Sept. 30, 2016
Matt Winkeljohn | The Good Word –
As Georgia Tech football prepares for the meat of the ACC schedule with Miami visiting Saturday to kick off Coastal Division play, head coach Paul Johnson is looking for players with more poise.
That word’s come up several times because there wasn’t enough when the Yellow Jackets lost last week to Clemson. This applied on both sides of the ball, particularly on offense where Tech managed 22 total yards in the first half.
It’s one thing when an opponent has overloads of size, speed and skill (or maybe that’s three issues), but when the Jackets – any number of them — fail to do what they’re asked on a play for whatever reason, Johnson said they’re not giving themselves a fair shot.
The Hurricanes (3-0, 0-0 ACC) don’t have the remarkable size in the front seven of their defense that Clemson has, but they may be as fast.
Whether or not Miami knocks Tech (3-1, 1-1) loopy at the very beginning, as the Tigers did, the Jackets have to keep their heads straight. Once Tech had time to re-calibrate at halftime against Clemson, the second-half results were better, if not stellar.
But the Jackets were in a 23-0 hole by then.
Before that, one bad thing led to another and as the grim tales stacked up they cluttered minds, which in turn slowed feet and reaction times.
Stunned at the start, Tech seemed to dwell upon miseries and played the first half in a daze. The Jackets took too long to flush their minds.
“I think that’s a possibility and I think that’s a pretty good analogy,” the head coach said. “When things don’t go well early, it sometimes is panic . . . Everybody thinks it’s all (about) these locker room speeches and come out and beat your head into the wall and, `Man, I’m fired up.’
“But you better be poised and execute. All of the stuff is gone after you get hit in the mouth a couple times.”
In football, every player will win some physical battles and lose some. Johnson wants the Jackets to give themselves a best chance every play. That means there’s no time play-to-play to reminisce, review, brood, nor bask.
“If everybody was perfect on every play, we’d all be successful; they would all be touchdowns,” he said. “What I’m talking about is that you can’t have the missed assignments on top of . . . playing a team that was really physical and really good.”
Whether mistakes were caused by confusion, lack of focus or trepidation, the inattention to details doomed plays. The Tigers helped, or rather hurt, too.
“Nobody does it on purpose, but you have to have more poise and you can’t do it, especially against better people,” Johnson said. “[With t]he nature of what we do, especially when we play a team like Clemson and Miami — they’re very similar — we have got to out-execute them.

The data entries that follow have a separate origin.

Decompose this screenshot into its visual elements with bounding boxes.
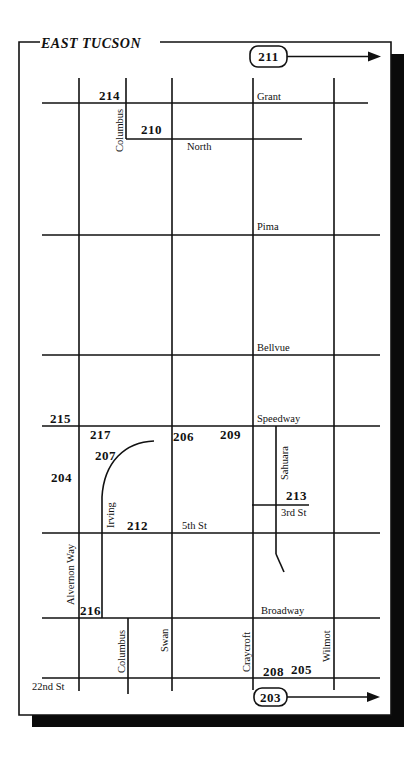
location-208[interactable]: 208 bbox=[263, 664, 284, 679]
badge-label: 211 bbox=[258, 49, 278, 64]
street-label-3rd-st: 3rd St bbox=[281, 507, 306, 518]
street-label-bellvue: Bellvue bbox=[257, 342, 290, 353]
location-207[interactable]: 207 bbox=[95, 448, 116, 463]
street-label-wilmot: Wilmot bbox=[321, 630, 332, 662]
location-209[interactable]: 209 bbox=[220, 427, 241, 442]
badge-label: 203 bbox=[260, 690, 281, 705]
map-title: EAST TUCSON bbox=[40, 36, 141, 51]
location-213[interactable]: 213 bbox=[286, 488, 307, 503]
street-label-grant: Grant bbox=[257, 91, 281, 102]
street-label-columbus: Columbus bbox=[116, 630, 127, 673]
location-217[interactable]: 217 bbox=[90, 427, 111, 442]
street-label-columbus: Columbus bbox=[114, 109, 125, 152]
street-label-sahuara: Sahuara bbox=[279, 446, 290, 480]
location-212[interactable]: 212 bbox=[127, 518, 148, 533]
street-label-5th-st: 5th St bbox=[182, 520, 207, 531]
east-tucson-map: EAST TUCSON GrantNorthPimaBellvueSpeedwa… bbox=[0, 0, 416, 757]
location-215[interactable]: 215 bbox=[50, 411, 71, 426]
street-label-swan: Swan bbox=[159, 628, 170, 652]
location-210[interactable]: 210 bbox=[141, 122, 162, 137]
location-216[interactable]: 216 bbox=[80, 603, 101, 618]
frame-shadow-bottom bbox=[32, 715, 404, 727]
street-label-irving: Irving bbox=[105, 502, 116, 528]
location-214[interactable]: 214 bbox=[99, 88, 120, 103]
location-204[interactable]: 204 bbox=[51, 470, 72, 485]
location-206[interactable]: 206 bbox=[173, 429, 194, 444]
frame-shadow-right bbox=[391, 54, 404, 727]
street-label-22nd-st: 22nd St bbox=[32, 681, 64, 692]
street-label-craycroft: Craycroft bbox=[241, 632, 252, 672]
street-label-alvernon-way: Alvernon Way bbox=[65, 543, 76, 605]
street-label-broadway: Broadway bbox=[261, 605, 305, 616]
location-205[interactable]: 205 bbox=[291, 662, 312, 677]
street-label-pima: Pima bbox=[257, 221, 279, 232]
street-label-speedway: Speedway bbox=[257, 413, 301, 424]
street-label-north: North bbox=[187, 141, 212, 152]
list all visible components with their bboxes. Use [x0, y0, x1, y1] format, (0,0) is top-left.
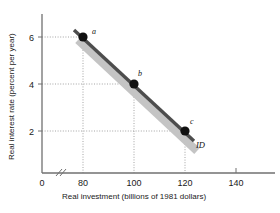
x-tick-label-0: 0 — [39, 178, 44, 188]
y-tick-label-2: 2 — [29, 127, 34, 137]
y-tick-label-6: 6 — [29, 33, 34, 43]
data-point-a — [78, 32, 87, 41]
y-tick-label-4: 4 — [29, 80, 34, 90]
x-tick-label-100: 100 — [126, 178, 141, 188]
data-point-label-c: c — [190, 117, 194, 126]
chart-container: 6 4 2 0 80 100 120 140 a b c ID Real inv… — [0, 0, 280, 213]
data-point-label-a: a — [92, 27, 96, 36]
x-tick-label-120: 120 — [177, 178, 192, 188]
x-tick-label-140: 140 — [228, 178, 243, 188]
data-point-label-b: b — [138, 69, 142, 78]
y-axis-title: Real interest rate (percent per year) — [7, 33, 16, 160]
data-point-c — [180, 126, 189, 135]
curve-label-id: ID — [195, 140, 206, 150]
x-tick-label-80: 80 — [78, 178, 88, 188]
data-point-b — [129, 79, 138, 88]
investment-demand-chart: 6 4 2 0 80 100 120 140 a b c ID Real inv… — [0, 0, 280, 213]
x-axis-title: Real investment (billions of 1981 dollar… — [62, 192, 206, 201]
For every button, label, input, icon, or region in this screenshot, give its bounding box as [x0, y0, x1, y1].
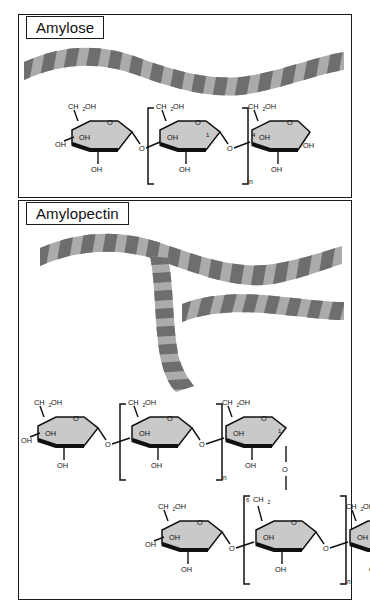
glucose-unit-1: CH 2 OH O OH OH OH O [55, 102, 145, 174]
svg-text:CH: CH [68, 102, 79, 111]
svg-text:OH: OH [167, 133, 178, 142]
svg-text:OH: OH [51, 398, 62, 407]
panel-label-amylopectin: Amylopectin [26, 202, 129, 225]
svg-text:O: O [107, 118, 113, 127]
svg-text:OH: OH [275, 565, 286, 574]
svg-text:OH: OH [239, 398, 250, 407]
svg-text:OH: OH [145, 398, 156, 407]
glucose-unit-6: CH 2 OH O OH OH OH [330, 502, 370, 574]
starch-structure-figure: Amylose [0, 0, 370, 616]
svg-text:CH: CH [156, 102, 167, 111]
svg-text:OH: OH [357, 533, 368, 542]
svg-text:CH: CH [346, 502, 357, 511]
amylopectin-helix-illustration [22, 226, 348, 394]
svg-text:CH: CH [253, 495, 264, 504]
svg-text:O: O [197, 518, 203, 527]
repeat-subscript-n-top: n [223, 474, 227, 481]
svg-text:CH: CH [158, 502, 169, 511]
svg-text:OH: OH [57, 461, 68, 470]
svg-text:O: O [73, 414, 79, 423]
svg-text:CH: CH [128, 398, 139, 407]
svg-text:OH: OH [169, 533, 180, 542]
carbon-6-label: 6 [246, 497, 250, 503]
svg-text:O: O [167, 414, 173, 423]
amylopectin-chemical-structure: CH 2 OH O OH OH OH O [12, 400, 358, 596]
panel-label-amylose: Amylose [26, 16, 104, 39]
svg-text:CH: CH [222, 398, 233, 407]
amylose-chemical-structure: CH 2 OH O OH OH OH O CH 2 [60, 104, 312, 196]
svg-text:OH: OH [139, 429, 150, 438]
svg-text:OH: OH [145, 540, 156, 549]
svg-text:O: O [287, 118, 293, 127]
svg-text:2: 2 [268, 499, 271, 505]
svg-text:O: O [323, 544, 329, 553]
bracket-close-top [216, 404, 222, 480]
repeat-subscript-n-bottom: n [347, 578, 351, 585]
svg-text:O: O [195, 118, 201, 127]
svg-text:OH: OH [85, 102, 96, 111]
bracket-close [242, 108, 248, 184]
svg-text:OH: OH [181, 565, 192, 574]
glucose-unit-3: CH 2 OH O 4 OH OH OH [234, 102, 314, 174]
bracket-open-top [120, 404, 126, 480]
svg-text:O: O [139, 144, 145, 153]
svg-text:OH: OH [271, 165, 282, 174]
svg-text:OH: OH [151, 461, 162, 470]
svg-text:OH: OH [303, 141, 314, 150]
glucose-unit-5-branch: 6 CH 2 O OH OH O [236, 495, 329, 574]
svg-text:O: O [227, 144, 233, 153]
svg-text:OH: OH [259, 133, 270, 142]
glucose-unit-2: CH 2 OH O OH 1 OH O [146, 102, 233, 174]
repeat-subscript-n: n [249, 178, 253, 185]
svg-text:O: O [261, 414, 267, 423]
amylopectin-top-chain: CH 2 OH O OH OH OH O [21, 398, 288, 490]
glucose-unit-1: CH 2 OH O OH OH OH O [21, 398, 111, 470]
svg-text:OH: OH [55, 140, 66, 149]
svg-text:OH: OH [45, 429, 56, 438]
svg-text:OH: OH [363, 502, 370, 511]
svg-text:OH: OH [245, 461, 256, 470]
svg-text:OH: OH [91, 165, 102, 174]
glucose-unit-2: CH 2 OH O OH OH O [112, 398, 205, 470]
amylose-helix-illustration [22, 40, 348, 102]
glucose-unit-4: CH 2 OH O OH OH OH O [145, 502, 235, 574]
glucose-unit-3: CH 2 OH O OH 1 OH O [206, 398, 288, 490]
svg-text:OH: OH [233, 429, 244, 438]
svg-text:CH: CH [34, 398, 45, 407]
svg-text:O: O [229, 544, 235, 553]
svg-text:OH: OH [263, 533, 274, 542]
amylopectin-bottom-chain: CH 2 OH O OH OH OH O [145, 495, 370, 585]
svg-text:OH: OH [265, 102, 276, 111]
svg-text:O: O [282, 465, 288, 474]
svg-text:OH: OH [173, 102, 184, 111]
svg-text:OH: OH [21, 436, 32, 445]
svg-text:OH: OH [179, 165, 190, 174]
svg-text:CH: CH [248, 102, 259, 111]
svg-text:OH: OH [79, 133, 90, 142]
svg-text:O: O [105, 440, 111, 449]
svg-text:O: O [199, 440, 205, 449]
svg-text:OH: OH [175, 502, 186, 511]
svg-text:O: O [291, 518, 297, 527]
bracket-open-bottom [244, 496, 250, 584]
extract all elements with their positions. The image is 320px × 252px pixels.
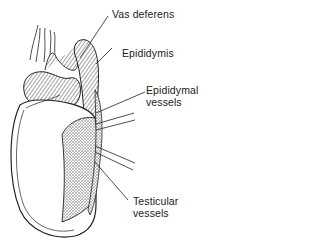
label-vas-deferens: Vas deferens xyxy=(112,8,174,20)
label-epididymis: Epididymis xyxy=(122,47,174,59)
label-testicular-vessels: Testicular vessels xyxy=(133,195,178,219)
label-epididymal-vessels: Epididymal vessels xyxy=(146,84,198,108)
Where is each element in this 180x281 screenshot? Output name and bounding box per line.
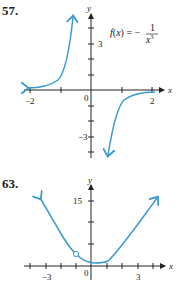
x-axis-label: x (168, 261, 173, 271)
y-axis-label: y (86, 3, 91, 13)
y-axis-label: y (87, 175, 92, 185)
parabola-curve (40, 198, 157, 263)
left-branch-curve (27, 17, 73, 88)
origin-label: 0 (84, 93, 89, 103)
graph-63: −3 0 3 15 x y (24, 175, 173, 281)
right-branch-curve (108, 92, 155, 155)
y-tick-label: 3 (98, 39, 103, 49)
fraction-numerator: 1 (150, 22, 155, 33)
y-tick-label: 15 (73, 196, 83, 206)
graphs: −2 0 2 3 −3 x y f(x) = − 1 x3 (0, 0, 180, 281)
x-tick-label: −2 (25, 96, 35, 106)
graph-57: −2 0 2 3 −3 x y f(x) = − 1 x3 (24, 3, 172, 158)
x-tick-label: 2 (150, 96, 155, 106)
function-label: f(x) = − (110, 27, 141, 39)
x-axis-label: x (167, 85, 172, 95)
x-tick-label: 3 (136, 272, 141, 281)
x-tick-label: −3 (42, 272, 52, 281)
origin-label: 0 (84, 268, 89, 278)
y-tick-label: −3 (78, 132, 88, 142)
fraction-denominator: x3 (145, 34, 153, 45)
open-circle-point (73, 251, 78, 256)
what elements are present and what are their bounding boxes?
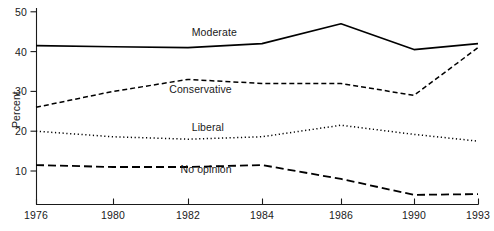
y-axis-ticks — [31, 12, 37, 171]
series-line-no-opinion — [36, 165, 478, 195]
x-axis-ticks — [37, 199, 479, 205]
series-line-conservative — [36, 48, 478, 108]
x-tick-label: 1980 — [83, 210, 143, 221]
y-tick-label: 30 — [0, 86, 27, 97]
x-tick-label: 1976 — [6, 210, 66, 221]
x-tick-label: 1986 — [311, 210, 371, 221]
series-label-no-opinion: No opinion — [181, 164, 232, 175]
y-tick-label: 10 — [0, 166, 27, 177]
data-series-lines — [36, 24, 478, 195]
x-tick-label: 1982 — [158, 210, 218, 221]
series-line-moderate — [36, 24, 478, 50]
x-tick-label: 1993 — [448, 210, 494, 221]
series-label-moderate: Moderate — [192, 27, 237, 38]
y-tick-label: 50 — [0, 7, 27, 18]
x-tick-label: 1984 — [232, 210, 292, 221]
x-tick-label: 1990 — [384, 210, 444, 221]
series-label-liberal: Liberal — [192, 122, 224, 133]
y-tick-label: 20 — [0, 126, 27, 137]
series-line-liberal — [36, 125, 478, 141]
y-tick-label: 40 — [0, 47, 27, 58]
series-label-conservative: Conservative — [169, 84, 231, 95]
chart-axes — [37, 8, 479, 205]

“You are not going to go out there and beat them if you have 25 missed assignments because you don’t give yourself a chance to execute.”
Much of this applies to defensive players. Sophomore linebacker Victor Alexander said he sometimes thinks too much in games. That slows reactions.
Defensive coordinator Ted Roof looks for defenders to read a key or two – not four or five — and go.
“I actually struggle with that more than anybody on this defense,” Alexander said. “[Roof] has a saying that, ‘When you see a lot, you see a little, but when you see a little, you see a lot.’ Being able to just focus in on the small things, you’ll see a lot better.”
In-game over-analysis leads to a sort of paralysis, and this has been problematic dating to spring and summer practices.
“For whatever reason, we struggle when we play ourselves,” Johnson said. “At the Saturday morning scrimmages, at times . . . we have the hardest time of stopping one side when the other gets the jump. It just steamrolls.
“That’s what I’m talking about with poise. I think some of that is experience and some of it is like last week . . . playing a really good opponent. If I had the answer, we wouldn’t do it. But I know it’s an issue.”
The simplest solution may be to just play; repeat what’s been practiced, react to what’s first seen. If you win, do it again. If you don’t, do it again. And definitely don’t dwell or worry about what others think.
There will be time for that later.
“I think it’s a sign of not being as poised as you need to be and also knowing that they’re really good,” Johnson said of the Jackets’ foggy-headed first-half ways against Clemson.
“Sometimes, I think you can’t play the game afraid to make a mistake. You’ve got to play, and go have confidence in your ability that you can play with those guys.”